Jodie Comer comes to Broadway and turns up the heat in ‘Prima Facie’

NEW YORK — Jodie Comer doesn’t just take the stage. She consumes it.

In “Prima Facie,” she is, well, everything you could ask for from an actor, alone on that stage for 100 minutes, telling a tale with the urgency of a report from the rim of an active volcano.

The production is just that compelling in the Golden Theatre, where Suzie Miller’s rocket-propelled play marked its official Broadway opening Sunday night. Comer and director Justin Martin (fresh from his co-direction of the new American engagement of the refugee play “The Jungle”) inject supersonic dramatic fuel into the play, and it’s the kind of evening from which you don’t instantly rebound. You slowly recover.

Here the subject is sexual assault, but don’t think that you’re walking into a morality play. This is a crime procedural from the inside out, the inside being the life and career of a brash London barrister, a working-class woman from England’s North, who’s reached the top of her profession by dint of her work ethic and her wits. The twist engineered by Miller, a lawyer herself, concerns Comer’s Cambridge-trained Tessa defending men accused of perpetrating sexual violence against women.

Her not-always-admirable superpower is a cutlass-sharp courtroom prowess and understanding that the criminal justice system works against the victim. The law is her accomplice. She cuts holes in women’s accounts with the skill of a Savile Row tailor.

Until, of course, the law is her adversary, after a night in which Tessa’s world collapses, and all of the codes she’s lived by come back to haunt her. The system now humiliates her, with skepticism and harrowing interrogations and threats to her livelihood, her safety, her pride. The contrast between the first and second halves of the play could not be starker. The fragile screen separating savvy high-flyer and bereft sufferer cracks, irrevocably.

I was captivated the first time I saw Comer perform this piece last year, in London’s West End. I was even more mesmerized the second time. The act is prodigious in every respect. Framed by set and costume designer Miriam Buether’s wall of case-filled binders — illuminated from time to time by Natasha Chivers as if they’re sacred manuscripts — Comer unspools Tessa’s nightmare at breakneck pace. A manic energy is apparent, a compulsion to relate the character’s experience with the precision of a member of London’s Inns of Court.

The performance is relentless in the best sense, a portrayal shifting in accent and personality, as Comer is called on to embody investigating officers, relatives, colleagues. Best known for her role as diabolical Russian assassin Villanelle on “Killing Eve,” Comer is a protean presence with a gestural grace and an organic affinity for the stage. You’re beguiled into believing that there is nothing this actress can’t do.

Miller gives us just enough of an incidental primer on the British legal system to make us comfortable with how it diverges from U.S. courts; this principally entails grasping the distinction between solicitors and barristers, the latter being the superstar performers before judges. In popular culture (and for all I know, in real life) their ranks are male-dominated and impossibly macho, invested with the combined egos of heart surgeons and quarterbacks.

The initial exhilaration of “Prima Facie” is feeling Comer channel Tessa’s ebullient spirit in the character’s Souse, or Liverpool, cadences, and her success in defying the expectations of those around her. In a scene at the University of Cambridge’s law school, Tessa is informed that one of every three students will fail to graduate; the incorrect assumption is, due to her background, she’ll be that one. That ratio, though, will become anguishingly relevant later on, after the tables have turned, and Tessa becomes a statistic in a category she’d been too haughty to imagine ever being inducted into.

How apt this subject is for a solo show, even though the stage feels abundantly inhabited. The format incisively illustrates a victim’s sense of isolation — the loneliness of a memory of violation that can wall one off from everyone else. No one truly can share the space where Tessa’s suffering lives. Rebecca Lucy Taylor’s music, in tandem with the sound design by Ben and Max Ringham, provides a soundscape rife with the tensions of a life spiraling down and out of control.

I thought on the first occasion I saw “Prima Facie” that as it galloped toward its gripping conclusion, the impulse to instruct an audience became too transparent. I didn’t feel that this time. What Comer’s Tessa has to say about her experience must be said, and repeated and repeated, until the world has changed and “Prima Facie” comes to feel like history, and not current events.

Prima Facie, by Suzie Miller. Directed by Justin Martin. Set, and costumes, Miriam Buether; lighting, Natasha Chivers; sound, Ben and Max Ringham; music, Rebecca Lucy Taylor; video, Willie Williams. About 100 minutes. At Golden Theatre, 252 W. 45th St., New York. primafacieplay.com.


### WHAT YOU WILL DO
Whenever a line in the records below holds the string "distance", copy it out.

### EXERCISE INPUTS
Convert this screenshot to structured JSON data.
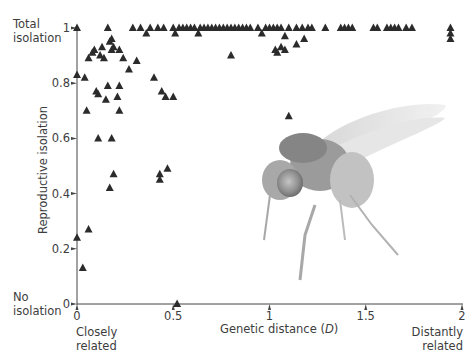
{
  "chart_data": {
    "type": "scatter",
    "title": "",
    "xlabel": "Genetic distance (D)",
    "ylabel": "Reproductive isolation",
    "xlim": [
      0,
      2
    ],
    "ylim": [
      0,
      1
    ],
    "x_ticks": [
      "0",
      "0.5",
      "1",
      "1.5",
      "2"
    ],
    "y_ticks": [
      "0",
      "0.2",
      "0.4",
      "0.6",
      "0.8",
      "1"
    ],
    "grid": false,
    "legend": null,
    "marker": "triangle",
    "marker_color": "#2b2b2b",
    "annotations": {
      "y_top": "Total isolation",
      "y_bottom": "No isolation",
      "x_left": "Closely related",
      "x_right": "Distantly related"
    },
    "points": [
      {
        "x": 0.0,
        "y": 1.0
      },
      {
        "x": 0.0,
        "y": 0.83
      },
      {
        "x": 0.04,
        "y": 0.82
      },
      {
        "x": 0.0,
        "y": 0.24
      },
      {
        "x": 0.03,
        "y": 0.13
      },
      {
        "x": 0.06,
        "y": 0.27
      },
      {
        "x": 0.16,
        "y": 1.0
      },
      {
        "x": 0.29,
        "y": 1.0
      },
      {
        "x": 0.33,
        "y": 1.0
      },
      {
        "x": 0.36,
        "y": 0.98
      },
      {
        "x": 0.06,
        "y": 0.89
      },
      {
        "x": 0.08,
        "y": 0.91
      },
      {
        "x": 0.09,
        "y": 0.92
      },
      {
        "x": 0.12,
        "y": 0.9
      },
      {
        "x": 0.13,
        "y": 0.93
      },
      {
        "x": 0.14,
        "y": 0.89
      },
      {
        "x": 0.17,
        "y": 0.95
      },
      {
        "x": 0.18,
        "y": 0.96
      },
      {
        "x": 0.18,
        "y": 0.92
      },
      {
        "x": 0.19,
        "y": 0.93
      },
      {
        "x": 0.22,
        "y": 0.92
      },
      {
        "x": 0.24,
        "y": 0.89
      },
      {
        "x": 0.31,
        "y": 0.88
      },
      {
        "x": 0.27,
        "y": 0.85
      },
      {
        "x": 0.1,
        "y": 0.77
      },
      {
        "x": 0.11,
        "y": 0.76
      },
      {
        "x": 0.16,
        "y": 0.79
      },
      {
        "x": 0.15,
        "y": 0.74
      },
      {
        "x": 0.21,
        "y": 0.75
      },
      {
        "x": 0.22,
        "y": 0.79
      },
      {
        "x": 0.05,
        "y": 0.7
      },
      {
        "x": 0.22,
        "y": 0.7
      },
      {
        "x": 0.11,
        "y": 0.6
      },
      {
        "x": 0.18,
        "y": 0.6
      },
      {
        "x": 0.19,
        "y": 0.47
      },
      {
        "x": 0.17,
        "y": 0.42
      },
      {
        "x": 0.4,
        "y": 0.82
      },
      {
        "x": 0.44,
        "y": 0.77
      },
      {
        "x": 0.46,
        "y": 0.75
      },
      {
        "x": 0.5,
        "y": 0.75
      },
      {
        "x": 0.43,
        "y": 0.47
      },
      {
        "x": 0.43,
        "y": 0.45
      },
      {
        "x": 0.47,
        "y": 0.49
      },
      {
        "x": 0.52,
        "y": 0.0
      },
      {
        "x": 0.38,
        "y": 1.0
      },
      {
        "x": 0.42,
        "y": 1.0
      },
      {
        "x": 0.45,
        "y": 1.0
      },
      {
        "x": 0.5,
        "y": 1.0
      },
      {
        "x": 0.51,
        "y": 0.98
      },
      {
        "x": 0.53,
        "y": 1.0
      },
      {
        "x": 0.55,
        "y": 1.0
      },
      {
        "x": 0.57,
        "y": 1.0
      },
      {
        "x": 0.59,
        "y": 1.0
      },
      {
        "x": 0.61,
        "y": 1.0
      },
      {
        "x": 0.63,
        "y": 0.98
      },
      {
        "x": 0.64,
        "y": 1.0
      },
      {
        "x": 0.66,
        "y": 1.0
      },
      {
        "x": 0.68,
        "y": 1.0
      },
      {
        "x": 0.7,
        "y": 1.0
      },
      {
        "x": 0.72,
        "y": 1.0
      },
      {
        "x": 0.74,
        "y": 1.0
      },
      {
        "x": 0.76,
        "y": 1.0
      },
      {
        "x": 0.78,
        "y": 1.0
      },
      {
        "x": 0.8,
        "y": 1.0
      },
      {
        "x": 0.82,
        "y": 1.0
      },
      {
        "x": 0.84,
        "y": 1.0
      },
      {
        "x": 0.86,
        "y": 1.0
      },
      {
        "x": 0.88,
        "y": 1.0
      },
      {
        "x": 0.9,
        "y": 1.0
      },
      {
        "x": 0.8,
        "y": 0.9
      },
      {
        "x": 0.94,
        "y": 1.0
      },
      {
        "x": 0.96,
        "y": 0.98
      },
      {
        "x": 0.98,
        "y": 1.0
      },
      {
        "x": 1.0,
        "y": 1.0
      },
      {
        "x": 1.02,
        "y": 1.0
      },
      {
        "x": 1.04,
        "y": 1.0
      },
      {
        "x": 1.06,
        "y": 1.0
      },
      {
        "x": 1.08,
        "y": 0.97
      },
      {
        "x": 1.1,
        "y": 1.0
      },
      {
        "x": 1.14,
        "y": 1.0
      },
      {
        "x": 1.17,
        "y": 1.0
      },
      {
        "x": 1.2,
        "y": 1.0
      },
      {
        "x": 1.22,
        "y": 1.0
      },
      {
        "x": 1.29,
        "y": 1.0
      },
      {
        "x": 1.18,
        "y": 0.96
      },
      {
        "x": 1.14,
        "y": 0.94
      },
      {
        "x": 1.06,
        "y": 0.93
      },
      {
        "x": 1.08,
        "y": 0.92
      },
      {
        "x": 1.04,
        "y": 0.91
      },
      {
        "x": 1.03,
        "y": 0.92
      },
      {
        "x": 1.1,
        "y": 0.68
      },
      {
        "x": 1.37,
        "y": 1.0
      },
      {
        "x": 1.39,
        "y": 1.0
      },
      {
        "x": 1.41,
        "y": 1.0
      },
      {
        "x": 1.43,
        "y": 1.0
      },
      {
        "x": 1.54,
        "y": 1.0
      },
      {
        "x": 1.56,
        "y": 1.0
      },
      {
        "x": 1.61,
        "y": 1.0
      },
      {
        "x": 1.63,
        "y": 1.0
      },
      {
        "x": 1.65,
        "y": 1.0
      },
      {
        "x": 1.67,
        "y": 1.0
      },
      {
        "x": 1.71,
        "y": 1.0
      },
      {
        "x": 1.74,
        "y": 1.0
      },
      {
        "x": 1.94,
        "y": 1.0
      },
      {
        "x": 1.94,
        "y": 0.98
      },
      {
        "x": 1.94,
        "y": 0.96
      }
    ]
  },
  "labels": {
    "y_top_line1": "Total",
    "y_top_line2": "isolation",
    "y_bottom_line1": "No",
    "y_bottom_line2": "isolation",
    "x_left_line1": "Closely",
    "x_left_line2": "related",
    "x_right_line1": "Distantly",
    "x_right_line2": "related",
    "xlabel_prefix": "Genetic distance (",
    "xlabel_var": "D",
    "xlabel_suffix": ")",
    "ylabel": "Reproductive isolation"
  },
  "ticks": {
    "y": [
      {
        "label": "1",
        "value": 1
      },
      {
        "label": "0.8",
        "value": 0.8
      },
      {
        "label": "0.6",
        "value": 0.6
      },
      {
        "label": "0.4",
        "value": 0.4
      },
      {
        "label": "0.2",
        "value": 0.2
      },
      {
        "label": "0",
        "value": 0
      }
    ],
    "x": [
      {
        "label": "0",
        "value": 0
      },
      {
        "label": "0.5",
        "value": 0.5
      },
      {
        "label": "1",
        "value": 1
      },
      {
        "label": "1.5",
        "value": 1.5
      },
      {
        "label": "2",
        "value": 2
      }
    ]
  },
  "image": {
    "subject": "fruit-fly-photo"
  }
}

### YOUR SOLUTION
    "xlabel": "Genetic distance (D)",
    "xlabel_prefix": "Genetic distance (",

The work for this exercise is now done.